I generally use Brave for browsing. Do you have any extension recommendations on top of the built-in shields?

I don't see much security benefits in using Linux other than that it's not compatible with the exploits and malware built for Windows. Maybe if I bothered spending some time to tune SELinux I could achieve some cover but looking at Android the sandboxing approach does not seem to work very far and it quickly becomes inconvenient to fence off your workbench from your files.

I'm just stuck in my habits from back when my dad was on Team Netscape Navigator, and I maintain a general revulsion for all things Chromium despite assurances it can be had without Google intruding. Brave is on my computer, but old habits die hard.

The main benefit I see to Linux is the ease of locking admin power behind a password to prevent malicious installation of software or modification of the system files. Windows can do this too, but every Linux distro I've tried is pretty good about setting this expectation. And of course Windows and Mac remain the more viable targets. Don't be the low-hanging fruit.

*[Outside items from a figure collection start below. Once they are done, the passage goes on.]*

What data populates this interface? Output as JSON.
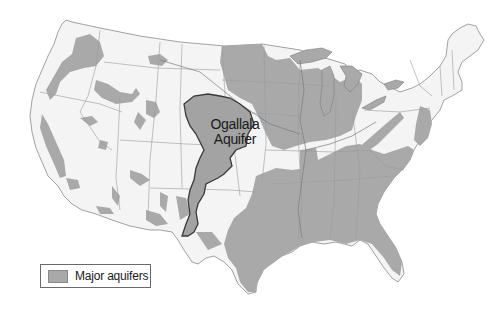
{
  "map": {
    "title": "Major aquifers of the contiguous United States",
    "region": "Contiguous United States",
    "highlighted_feature": {
      "label_line1": "Ogallala",
      "label_line2": "Aquifer"
    },
    "legend": {
      "items": [
        {
          "label": "Major aquifers",
          "color": "#a9a9a9"
        }
      ]
    },
    "colors": {
      "land": "#f4f4f4",
      "aquifer": "#a9a9a9",
      "ogallala_outline": "#3a3a3a",
      "borders": "#9a9a9a",
      "background": "#ffffff"
    }
  }
}
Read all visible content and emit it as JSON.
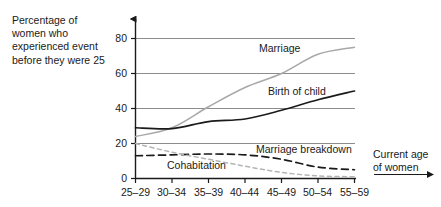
{
  "chart_data": {
    "type": "line",
    "title": "",
    "ylabel": "Percentage of women who experienced event before they were 25",
    "xlabel": "Current age of women",
    "categories": [
      "25–29",
      "30–34",
      "35–39",
      "40–44",
      "45–49",
      "50–54",
      "55–59"
    ],
    "ylim": [
      0,
      80
    ],
    "yticks": [
      "0",
      "20",
      "40",
      "60",
      "80"
    ],
    "ytick_values": [
      0,
      20,
      40,
      60,
      80
    ],
    "grid": "horizontal",
    "legend": "inline-labels",
    "series": [
      {
        "name": "Marriage",
        "style": "solid",
        "color": "#a8a8a8",
        "values": [
          24,
          29,
          41,
          52,
          60,
          71,
          75
        ]
      },
      {
        "name": "Birth of child",
        "style": "solid",
        "color": "#1a1a1a",
        "values": [
          29,
          28.5,
          32.5,
          34,
          39,
          45,
          50
        ]
      },
      {
        "name": "Marriage breakdown",
        "style": "dashed",
        "color": "#1a1a1a",
        "values": [
          13,
          13.5,
          14,
          13.5,
          11,
          6.5,
          5
        ]
      },
      {
        "name": "Cohabitation",
        "style": "dashed",
        "color": "#b4b4b4",
        "values": [
          20,
          15,
          11,
          7,
          3.5,
          1.5,
          1
        ]
      }
    ]
  },
  "axes": {
    "y_caption": "Percentage of\nwomen who\nexperienced event\nbefore they were 25",
    "x_caption": "Current age\nof women"
  },
  "series_labels": {
    "marriage": "Marriage",
    "birth_of_child": "Birth of child",
    "marriage_breakdown": "Marriage breakdown",
    "cohabitation": "Cohabitation"
  },
  "colors": {
    "axis": "#1a1a1a",
    "grid": "#8c8c8c",
    "light_series": "#a8a8a8",
    "dark_series": "#1a1a1a",
    "background": "#ffffff"
  }
}
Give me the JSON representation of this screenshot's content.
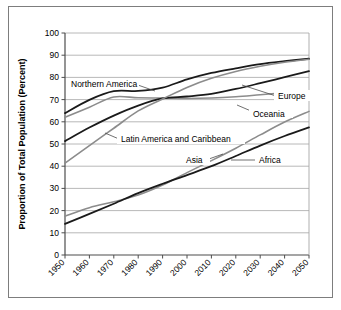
{
  "chart_data": {
    "type": "line",
    "title": "",
    "xlabel": "",
    "ylabel": "Proportion of Total Population (Percent)",
    "xlim": [
      1950,
      2050
    ],
    "ylim": [
      0,
      100
    ],
    "ytick_step": 10,
    "grid": true,
    "legend_position": "inline-annotations",
    "xticks": [
      "1950",
      "1960",
      "1970",
      "1980",
      "1990",
      "2000",
      "2010",
      "2020",
      "2030",
      "2040",
      "2050"
    ],
    "yticks": [
      "0",
      "10",
      "20",
      "30",
      "40",
      "50",
      "60",
      "70",
      "80",
      "90",
      "100"
    ],
    "x": [
      1950,
      1960,
      1970,
      1980,
      1990,
      2000,
      2010,
      2020,
      2030,
      2040,
      2050
    ],
    "series": [
      {
        "name": "Northern America",
        "color": "#1a1a1a",
        "width": 1.8,
        "values": [
          63.9,
          69.9,
          73.8,
          73.9,
          75.4,
          79.1,
          82.0,
          84.1,
          86.0,
          87.3,
          88.4
        ]
      },
      {
        "name": "Oceania",
        "color": "#8c8c8c",
        "width": 1.6,
        "values": [
          62.0,
          66.6,
          71.2,
          70.8,
          70.7,
          70.5,
          70.7,
          71.3,
          72.2,
          73.1,
          74.0
        ]
      },
      {
        "name": "Europe",
        "color": "#1a1a1a",
        "width": 1.8,
        "values": [
          51.3,
          57.4,
          62.8,
          67.3,
          70.5,
          71.4,
          72.6,
          74.8,
          77.4,
          80.1,
          82.8
        ]
      },
      {
        "name": "Latin America and Caribbean",
        "color": "#8c8c8c",
        "width": 1.6,
        "values": [
          41.4,
          49.3,
          57.1,
          64.9,
          70.3,
          75.5,
          79.6,
          82.7,
          85.0,
          86.8,
          88.2
        ]
      },
      {
        "name": "Asia",
        "color": "#8c8c8c",
        "width": 1.6,
        "values": [
          17.5,
          21.3,
          24.0,
          27.0,
          31.5,
          37.1,
          42.5,
          48.1,
          54.1,
          59.9,
          64.7
        ]
      },
      {
        "name": "Africa",
        "color": "#1a1a1a",
        "width": 1.8,
        "values": [
          14.0,
          18.5,
          23.1,
          27.9,
          32.1,
          36.0,
          40.0,
          44.6,
          49.3,
          53.6,
          57.5
        ]
      }
    ],
    "annotations": [
      {
        "name": "Northern America",
        "label": "Northern America"
      },
      {
        "name": "Europe",
        "label": "Europe"
      },
      {
        "name": "Oceania",
        "label": "Oceania"
      },
      {
        "name": "Latin America and Caribbean",
        "label": "Latin America and Caribbean"
      },
      {
        "name": "Asia",
        "label": "Asia"
      },
      {
        "name": "Africa",
        "label": "Africa"
      }
    ],
    "colors": {
      "dark_series": "#1a1a1a",
      "light_series": "#8c8c8c",
      "gridline": "#a6a6a6",
      "axis": "#4d4d4d",
      "frame": "#7d7d7d",
      "background": "#ffffff"
    }
  }
}
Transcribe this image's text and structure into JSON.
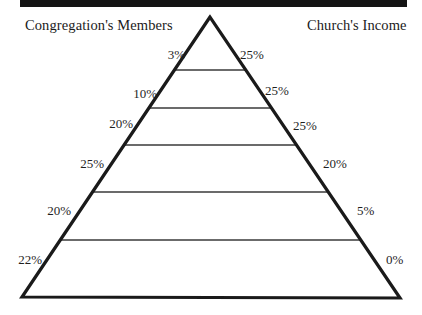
{
  "figure": {
    "headings": {
      "left": "Congregation's Members",
      "right": "Church's Income"
    },
    "colors": {
      "rule": "#141414",
      "outline": "#1a1a1a",
      "divider": "#3a3a3a",
      "text": "#1f1f1f",
      "background": "#ffffff"
    }
  },
  "chart_data": {
    "type": "bar",
    "title": "",
    "subtitle": "",
    "xlabel": "",
    "ylabel": "",
    "orientation": "pyramid",
    "shape": "triangle",
    "levels": 6,
    "grid": false,
    "legend_position": "top",
    "annotations": [
      "Congregation's Members",
      "Church's Income"
    ],
    "categories": [
      "Level 1 (apex)",
      "Level 2",
      "Level 3",
      "Level 4",
      "Level 5",
      "Level 6 (base)"
    ],
    "series": [
      {
        "name": "Congregation's Members",
        "side": "left",
        "unit": "%",
        "values": [
          3,
          10,
          20,
          25,
          20,
          22
        ],
        "labels": [
          "3%",
          "10%",
          "20%",
          "25%",
          "20%",
          "22%"
        ]
      },
      {
        "name": "Church's Income",
        "side": "right",
        "unit": "%",
        "values": [
          25,
          25,
          25,
          20,
          5,
          0
        ],
        "labels": [
          "25%",
          "25%",
          "25%",
          "20%",
          "5%",
          "0%"
        ]
      }
    ]
  },
  "geometry": {
    "apex": {
      "x": 210,
      "y": 17
    },
    "base_left": {
      "x": 22,
      "y": 297
    },
    "base_right": {
      "x": 400,
      "y": 298
    },
    "divider_y": [
      70,
      108,
      145,
      192,
      240
    ],
    "label_positions": {
      "left": [
        {
          "x": 185,
          "y": 47
        },
        {
          "x": 157,
          "y": 86
        },
        {
          "x": 133,
          "y": 116
        },
        {
          "x": 104,
          "y": 156
        },
        {
          "x": 71,
          "y": 203
        },
        {
          "x": 42,
          "y": 252
        }
      ],
      "right": [
        {
          "x": 240,
          "y": 47
        },
        {
          "x": 265,
          "y": 83
        },
        {
          "x": 293,
          "y": 118
        },
        {
          "x": 323,
          "y": 156
        },
        {
          "x": 357,
          "y": 203
        },
        {
          "x": 386,
          "y": 252
        }
      ]
    }
  }
}
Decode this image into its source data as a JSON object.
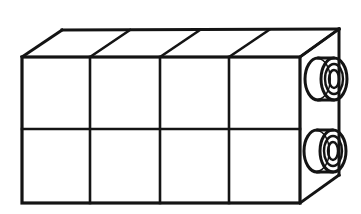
{
  "figure": {
    "title": "Cuboid block with two cylindrical hubs",
    "colors": {
      "background": "#ffffff",
      "line": "#141414",
      "fill": "#ffffff"
    },
    "view": "oblique-cabinet-projection",
    "canvas": {
      "width": 361,
      "height": 214
    }
  },
  "geometry": {
    "front_face": {
      "name": "front-face",
      "left": 22,
      "right": 300,
      "top": 57,
      "bottom": 203,
      "columns": 4,
      "rows": 2,
      "cell_count": 8,
      "vertical_divider_x": [
        90,
        160,
        229
      ],
      "horizontal_divider_y": [
        129
      ]
    },
    "depth_offset": {
      "dx": 40,
      "dy": -28
    },
    "top_face": {
      "name": "top-face",
      "front_left": {
        "x": 22,
        "y": 57
      },
      "front_right": {
        "x": 300,
        "y": 57
      },
      "back_right": {
        "x": 339,
        "y": 29
      },
      "back_left": {
        "x": 62,
        "y": 30
      },
      "diagonal_count": 4
    },
    "right_face": {
      "name": "right-side-face",
      "front_top": {
        "x": 300,
        "y": 57
      },
      "back_top": {
        "x": 339,
        "y": 29
      },
      "back_bottom": {
        "x": 339,
        "y": 175
      },
      "front_bottom": {
        "x": 300,
        "y": 203
      }
    },
    "hubs": [
      {
        "name": "upper-hub",
        "label": "upper cylindrical boss",
        "barrel_back_cx": 318,
        "barrel_front_cx": 334,
        "cy": 79,
        "rx": 13,
        "ry": 21,
        "inner_rx": 9,
        "inner_ry": 15,
        "bore_rx": 5,
        "bore_ry": 9
      },
      {
        "name": "lower-hub",
        "label": "lower cylindrical boss",
        "barrel_back_cx": 317,
        "barrel_front_cx": 333,
        "cy": 151,
        "rx": 13,
        "ry": 21,
        "inner_rx": 9,
        "inner_ry": 15,
        "bore_rx": 5,
        "bore_ry": 9
      }
    ]
  },
  "stroke_widths": {
    "outline": 3.2,
    "divider": 2.6,
    "hub_outer": 3.0,
    "hub_inner": 2.4
  }
}
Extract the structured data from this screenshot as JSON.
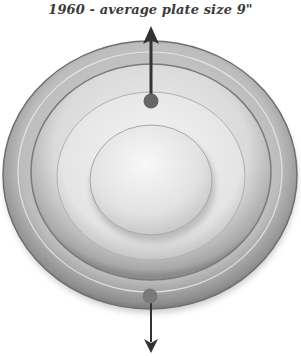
{
  "diagram": {
    "title": "1960 - average plate size 9\"",
    "elements": [
      {
        "name": "outer-plate-rim",
        "shape": "ellipse"
      },
      {
        "name": "middle-plate-ring",
        "shape": "ellipse"
      },
      {
        "name": "inner-plate-well",
        "shape": "ellipse"
      },
      {
        "name": "top-measure-dot",
        "shape": "circle"
      },
      {
        "name": "bottom-measure-dot",
        "shape": "circle"
      },
      {
        "name": "up-arrow",
        "shape": "arrow",
        "direction": "up"
      },
      {
        "name": "down-arrow",
        "shape": "arrow",
        "direction": "down"
      }
    ],
    "colors": {
      "rim": "#8a8a8a",
      "ring": "#c8c8c8",
      "dome": "#e6e6e6",
      "arrow": "#3a3a3a",
      "dot": "#666666"
    }
  }
}
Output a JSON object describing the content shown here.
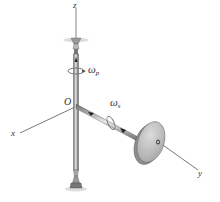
{
  "diagram": {
    "axes": {
      "x_label": "x",
      "y_label": "y",
      "z_label": "z"
    },
    "origin_label": "O",
    "angular_velocities": {
      "precession": {
        "symbol": "ω",
        "subscript": "p"
      },
      "spin": {
        "symbol": "ω",
        "subscript": "s"
      }
    },
    "colors": {
      "shaft": "#8a8a8a",
      "disk_face": "#c8c8c8",
      "disk_rim": "#9a9a9a",
      "axis_line": "#555555",
      "background": "#ffffff"
    }
  }
}
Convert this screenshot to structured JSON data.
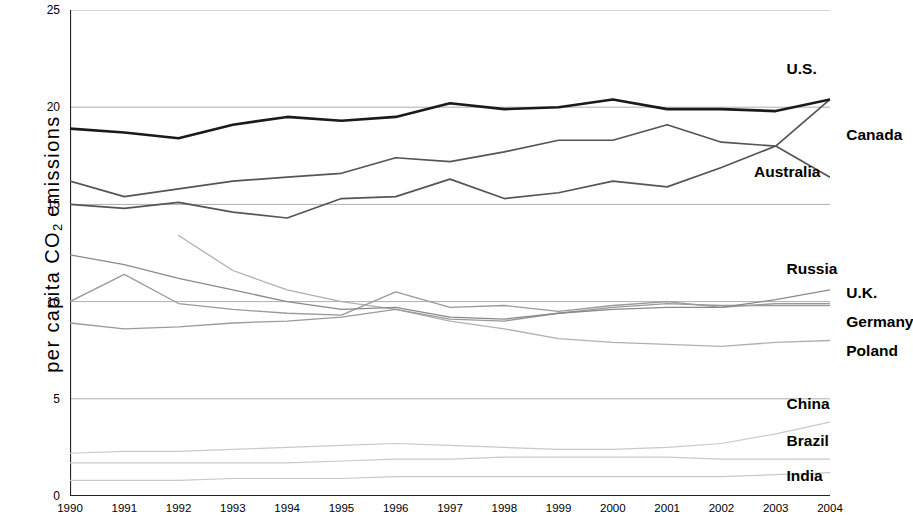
{
  "chart_data": {
    "type": "line",
    "title": "",
    "xlabel": "",
    "ylabel": "per capita CO2 emissions",
    "ylabel_parts": {
      "pre": "per capita CO",
      "sub": "2",
      "post": " emissions"
    },
    "x": [
      1990,
      1991,
      1992,
      1993,
      1994,
      1995,
      1996,
      1997,
      1998,
      1999,
      2000,
      2001,
      2002,
      2003,
      2004
    ],
    "categories": [
      "1990",
      "1991",
      "1992",
      "1993",
      "1994",
      "1995",
      "1996",
      "1997",
      "1998",
      "1999",
      "2000",
      "2001",
      "2002",
      "2003",
      "2004"
    ],
    "ylim": [
      0,
      25
    ],
    "xlim": [
      1990,
      2004
    ],
    "yticks": [
      0,
      5,
      10,
      15,
      20,
      25
    ],
    "yticklabels": [
      "0",
      "5",
      "10",
      "15",
      "20",
      "25"
    ],
    "grid": "horizontal",
    "legend": "right-end-labels",
    "series": [
      {
        "name": "U.S.",
        "color": "#1a1a1a",
        "width": 2.6,
        "label_x": 2003.2,
        "label_y": 21.9,
        "values": [
          18.9,
          18.7,
          18.4,
          19.1,
          19.5,
          19.3,
          19.5,
          20.2,
          19.9,
          20.0,
          20.4,
          19.9,
          19.9,
          19.8,
          20.4
        ]
      },
      {
        "name": "Canada",
        "color": "#555555",
        "width": 1.7,
        "label_x": 2004.3,
        "label_y": 18.5,
        "values": [
          16.2,
          15.4,
          15.8,
          16.2,
          16.4,
          16.6,
          17.4,
          17.2,
          17.7,
          18.3,
          18.3,
          19.1,
          18.2,
          18.0,
          16.4
        ]
      },
      {
        "name": "Australia",
        "color": "#555555",
        "width": 1.7,
        "label_x": 2002.6,
        "label_y": 16.6,
        "values": [
          15.0,
          14.8,
          15.1,
          14.6,
          14.3,
          15.3,
          15.4,
          16.3,
          15.3,
          15.6,
          16.2,
          15.9,
          16.9,
          18.0,
          20.4
        ]
      },
      {
        "name": "Russia",
        "color": "#8a8a8a",
        "width": 1.3,
        "label_x": 2003.2,
        "label_y": 11.6,
        "values": [
          12.4,
          11.9,
          11.2,
          10.6,
          10.0,
          9.6,
          9.7,
          9.2,
          9.1,
          9.4,
          9.6,
          9.7,
          9.7,
          10.1,
          10.6
        ]
      },
      {
        "name": "U.K.",
        "color": "#9a9a9a",
        "width": 1.3,
        "label_x": 2004.3,
        "label_y": 10.4,
        "values": [
          10.0,
          11.4,
          9.9,
          9.6,
          9.4,
          9.3,
          10.5,
          9.7,
          9.8,
          9.5,
          9.8,
          10.0,
          9.7,
          9.9,
          9.9
        ]
      },
      {
        "name": "Germany",
        "color": "#9a9a9a",
        "width": 1.3,
        "label_x": 2004.3,
        "label_y": 8.9,
        "values": [
          8.9,
          8.6,
          8.7,
          8.9,
          9.0,
          9.2,
          9.6,
          9.1,
          9.0,
          9.4,
          9.7,
          9.9,
          9.8,
          9.8,
          9.8
        ]
      },
      {
        "name": "Poland",
        "color": "#b0b0b0",
        "width": 1.3,
        "label_x": 2004.3,
        "label_y": 7.4,
        "values": [
          null,
          null,
          13.4,
          11.6,
          10.6,
          10.0,
          9.6,
          9.0,
          8.6,
          8.1,
          7.9,
          7.8,
          7.7,
          7.9,
          8.0
        ]
      },
      {
        "name": "China",
        "color": "#c9c9c9",
        "width": 1.2,
        "label_x": 2003.2,
        "label_y": 4.7,
        "values": [
          2.2,
          2.3,
          2.3,
          2.4,
          2.5,
          2.6,
          2.7,
          2.6,
          2.5,
          2.4,
          2.4,
          2.5,
          2.7,
          3.2,
          3.8
        ]
      },
      {
        "name": "Brazil",
        "color": "#c9c9c9",
        "width": 1.2,
        "label_x": 2003.2,
        "label_y": 2.8,
        "values": [
          1.7,
          1.7,
          1.7,
          1.7,
          1.7,
          1.8,
          1.9,
          1.9,
          2.0,
          2.0,
          2.0,
          2.0,
          1.9,
          1.9,
          1.9
        ]
      },
      {
        "name": "India",
        "color": "#c9c9c9",
        "width": 1.2,
        "label_x": 2003.2,
        "label_y": 1.0,
        "values": [
          0.8,
          0.8,
          0.8,
          0.9,
          0.9,
          0.9,
          1.0,
          1.0,
          1.0,
          1.0,
          1.0,
          1.0,
          1.0,
          1.1,
          1.2
        ]
      }
    ]
  }
}
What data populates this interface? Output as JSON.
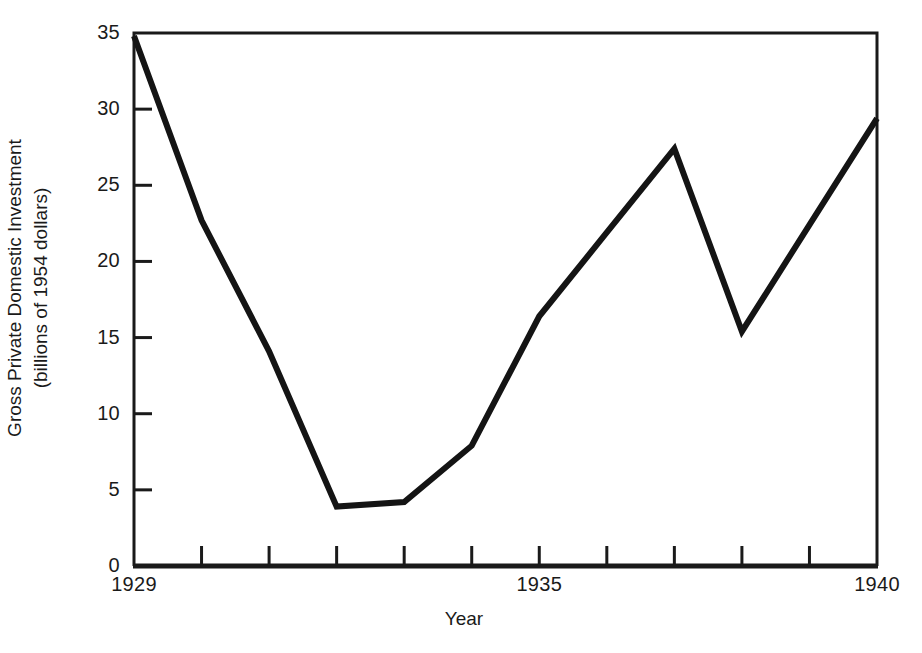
{
  "chart_data": {
    "type": "line",
    "title": "",
    "xlabel": "Year",
    "ylabel": "Gross Private Domestic Investment (billions of 1954 dollars)",
    "ylabel_line1": "Gross Private Domestic Investment",
    "ylabel_line2": "(billions of 1954 dollars)",
    "x": [
      1929,
      1930,
      1931,
      1932,
      1933,
      1934,
      1935,
      1936,
      1937,
      1938,
      1939,
      1940
    ],
    "values": [
      34.8,
      22.7,
      14.1,
      3.9,
      4.2,
      7.9,
      16.4,
      21.9,
      27.4,
      15.4,
      22.4,
      29.4
    ],
    "series": [
      {
        "name": "Gross Private Domestic Investment",
        "values": [
          34.8,
          22.7,
          14.1,
          3.9,
          4.2,
          7.9,
          16.4,
          21.9,
          27.4,
          15.4,
          22.4,
          29.4
        ]
      }
    ],
    "xlim": [
      1929,
      1940
    ],
    "ylim": [
      0,
      35
    ],
    "yticks": [
      0,
      5,
      10,
      15,
      20,
      25,
      30,
      35
    ],
    "ytick_labels": [
      "0",
      "5",
      "10",
      "15",
      "20",
      "25",
      "30",
      "35"
    ],
    "xticks": [
      1929,
      1930,
      1931,
      1932,
      1933,
      1934,
      1935,
      1936,
      1937,
      1938,
      1939,
      1940
    ],
    "xtick_labels_shown": [
      {
        "value": 1929,
        "label": "1929"
      },
      {
        "value": 1935,
        "label": "1935"
      },
      {
        "value": 1940,
        "label": "1940"
      }
    ],
    "grid": false,
    "legend": false,
    "legend_position": "none",
    "line_color": "#141414",
    "line_width_px": 6,
    "frame_color": "#1a1a1a",
    "background_color": "#ffffff",
    "annotations": []
  }
}
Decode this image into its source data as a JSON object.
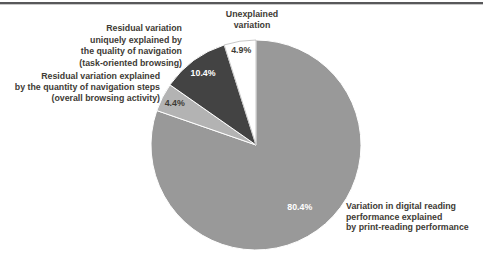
{
  "figure": {
    "annotations": {
      "top": [
        "Unexplained",
        "variation"
      ],
      "left1": [
        "Residual variation",
        "uniquely explained by",
        "the quality of navigation",
        "(task-oriented browsing)"
      ],
      "left2": [
        "Residual variation explained",
        "by the quantity of navigation steps",
        "(overall browsing activity)"
      ],
      "right": [
        "Variation in digital reading",
        "performance explained",
        "by print-reading performance"
      ]
    },
    "rule_color": "#58585a",
    "text_color": "#3e3b35"
  },
  "chart_data": {
    "type": "pie",
    "title": "",
    "start_angle_deg": 0,
    "direction": "clockwise",
    "center": [
      256,
      145
    ],
    "radius": 105,
    "legend_position": "annotations-around-pie",
    "slices": [
      {
        "label": "Variation in digital reading performance explained by print-reading performance",
        "value": 80.4,
        "pct_label": "80.4%",
        "color": "#999999",
        "pct_color": "#ffffff",
        "label_r": 0.72
      },
      {
        "label": "Residual variation explained by the quantity of navigation steps (overall browsing activity)",
        "value": 4.4,
        "pct_label": "4.4%",
        "color": "#b3b3b3",
        "pct_color": "#3e3b35",
        "label_r": 0.87
      },
      {
        "label": "Residual variation uniquely explained by the quality of navigation (task-oriented browsing)",
        "value": 10.4,
        "pct_label": "10.4%",
        "color": "#434343",
        "pct_color": "#ffffff",
        "label_r": 0.85
      },
      {
        "label": "Unexplained variation",
        "value": 4.9,
        "pct_label": "4.9%",
        "color": "#ffffff",
        "pct_color": "#3e3b35",
        "label_r": 0.92,
        "stroke": "#b0b0b0"
      }
    ]
  }
}
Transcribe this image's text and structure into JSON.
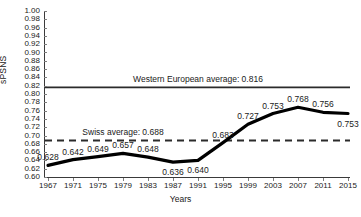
{
  "chart_data": {
    "type": "line",
    "title": "",
    "xlabel": "Years",
    "ylabel": "sPSNS",
    "x": [
      1967,
      1971,
      1975,
      1979,
      1983,
      1987,
      1991,
      1995,
      1999,
      2003,
      2007,
      2011,
      2015
    ],
    "xtick_labels": [
      "1967",
      "1971",
      "1975",
      "1979",
      "1983",
      "1987",
      "1991",
      "1995",
      "1999",
      "2003",
      "2007",
      "2011",
      "2015"
    ],
    "values": [
      0.628,
      0.642,
      0.649,
      0.657,
      0.648,
      0.636,
      0.64,
      0.683,
      0.727,
      0.753,
      0.768,
      0.756,
      0.753
    ],
    "point_labels": [
      "0.628",
      "0.642",
      "0.649",
      "0.657",
      "0.648",
      "0.636",
      "0.640",
      "0.683",
      "0.727",
      "0.753",
      "0.768",
      "0.756",
      "0.753"
    ],
    "point_label_pos": [
      "above",
      "above",
      "above",
      "above",
      "above",
      "below",
      "below",
      "above",
      "above",
      "above",
      "above",
      "above",
      "below"
    ],
    "xlim": [
      1967,
      2015
    ],
    "ylim": [
      0.6,
      1.0
    ],
    "ytick_labels": [
      "1.00",
      "0.98",
      "0.96",
      "0.94",
      "0.92",
      "0.90",
      "0.88",
      "0.86",
      "0.84",
      "0.82",
      "0.80",
      "0.78",
      "0.76",
      "0.74",
      "0.72",
      "0.70",
      "0.68",
      "0.66",
      "0.64",
      "0.62",
      "0.60"
    ],
    "ytick_values": [
      1.0,
      0.98,
      0.96,
      0.94,
      0.92,
      0.9,
      0.88,
      0.86,
      0.84,
      0.82,
      0.8,
      0.78,
      0.76,
      0.74,
      0.72,
      0.7,
      0.68,
      0.66,
      0.64,
      0.62,
      0.6
    ],
    "grid": false,
    "legend": "none",
    "series_color": "#000000",
    "reference_lines": [
      {
        "name": "western-european-average",
        "label": "Western European average: 0.816",
        "value": 0.816,
        "style": "solid",
        "color": "#2b2b2b",
        "label_x": 1991
      },
      {
        "name": "swiss-average",
        "label": "Swiss average: 0.688",
        "value": 0.688,
        "style": "dashed",
        "color": "#2b2b2b",
        "label_x": 1979
      }
    ]
  }
}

I think that people put too much trust on the sudo prompt on the terminal. Scripts could easily produce a fake prompt for the intent to grab the password or they could just modify the path variable and add a malicious replica in the user's local bin directory. GUIs are generally not any better as they can just draw a shade layer on top of the other windows and drop a centered password prompt on the midpoint.

It is true that this design prevents the execution of admin level operations by default but you could just as well switch accounts when you need the elevated access. There is also so much to steal and try in the user's context that many attackers would be content with that alone if they want to pull a ransom attack or an identity fraud.